Suppliers that cannot demonstrate traceability to a named country of origin for each active compound are excluded from the catalogue. This position reflects the editorial standard rather than a regulatory requirement — the catalogue holds to a stricter documentation threshold by design.
All suppliers operate under Food Standards Agency registration or equivalent devolved authority.
Country of origin documented for each active compound from raw material source to finished ingredient form.
Third-party batch analysis conducted outside the supplier's own analytical infrastructure.
Certificate covers all declared active compounds, concentrations, and analytical methodology used.
Catalogue nutrient role descriptions align with EFSA-authorised health claim language, Commission Regulation (EU) No 432/2012 and subsequent amendments applicable in the UK post-transition period. No claims are made outside this authorised vocabulary.
Serving guide data is benchmarked against UK Dietary Reference Values as published by the British Dietetic Association and the Department of Health's Committee on Wellness Aspects of Food Policy. Entries note where intake levels fall relative to estimated average requirements for adult men.
Where ingredient profiles reference published nutritional research, citations point to peer-reviewed sources indexed in PubMed, the British Journal of Nutrition, or equivalent indexed publications. Grey literature and manufacturer-sponsored studies are excluded from primary citation.
Permitted vitamin and mineral forms are checked against the positive list in Schedule 1 of the Food Supplements (England) Regulations 2003. Ingredients not listed under permitted forms are flagged in the catalogue entry and their regulatory status noted.
Third-party batch analysis is commissioned only from laboratories holding ISO/IEC 17025 accreditation for the relevant analytical scope. Accreditation certificates are reviewed prior to commissioning each batch analysis cycle.
All entries are governed by the Traledon editorial review charter — an internal document setting minimum documentation standards, prohibited language, commercial independence requirements, and revision cycle commitments. The charter is reviewed annually.

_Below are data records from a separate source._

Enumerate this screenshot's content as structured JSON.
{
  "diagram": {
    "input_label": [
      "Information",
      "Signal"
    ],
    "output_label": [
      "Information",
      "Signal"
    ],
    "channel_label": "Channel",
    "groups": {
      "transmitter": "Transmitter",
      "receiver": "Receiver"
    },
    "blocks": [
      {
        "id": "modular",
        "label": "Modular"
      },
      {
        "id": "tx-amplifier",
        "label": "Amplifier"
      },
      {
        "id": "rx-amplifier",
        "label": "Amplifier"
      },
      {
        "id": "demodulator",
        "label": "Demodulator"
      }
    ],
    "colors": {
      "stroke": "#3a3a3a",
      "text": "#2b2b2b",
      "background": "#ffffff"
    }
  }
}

Transparency, within this catalogue, refers to the completeness and accessibility of source documentation. An ingredient is considered transparently documented when a reader can trace the compound from the catalogue entry back to a named supplier, a specific analytical method, and a recorded batch number.
The catalogue distinguishes between ingredients that are transparently documented and those that are merely declared. Declaration — listing a compound on a product label — is the regulatory minimum. Transparent documentation, as Traledon defines it, requires the supporting chain: origin record, composition certificate, and independent analytical confirmation.
Formulations that meet the declaration standard but not the documentation standard are categorised accordingly in the catalogue and flagged for further investigation in the next review cycle. The distinction is noted in the entry without comment on the formulation's nutritional adequacy — that is a separate assessment.
Regulatory declaration (label listing) and full traceability documentation are tracked separately for each entry.
Each verified formulation carries a traceable batch reference from ingredient source to finished composition.
Entries with incomplete documentation chains are flagged within the catalogue and prioritised for investigation in the next quarterly cycle.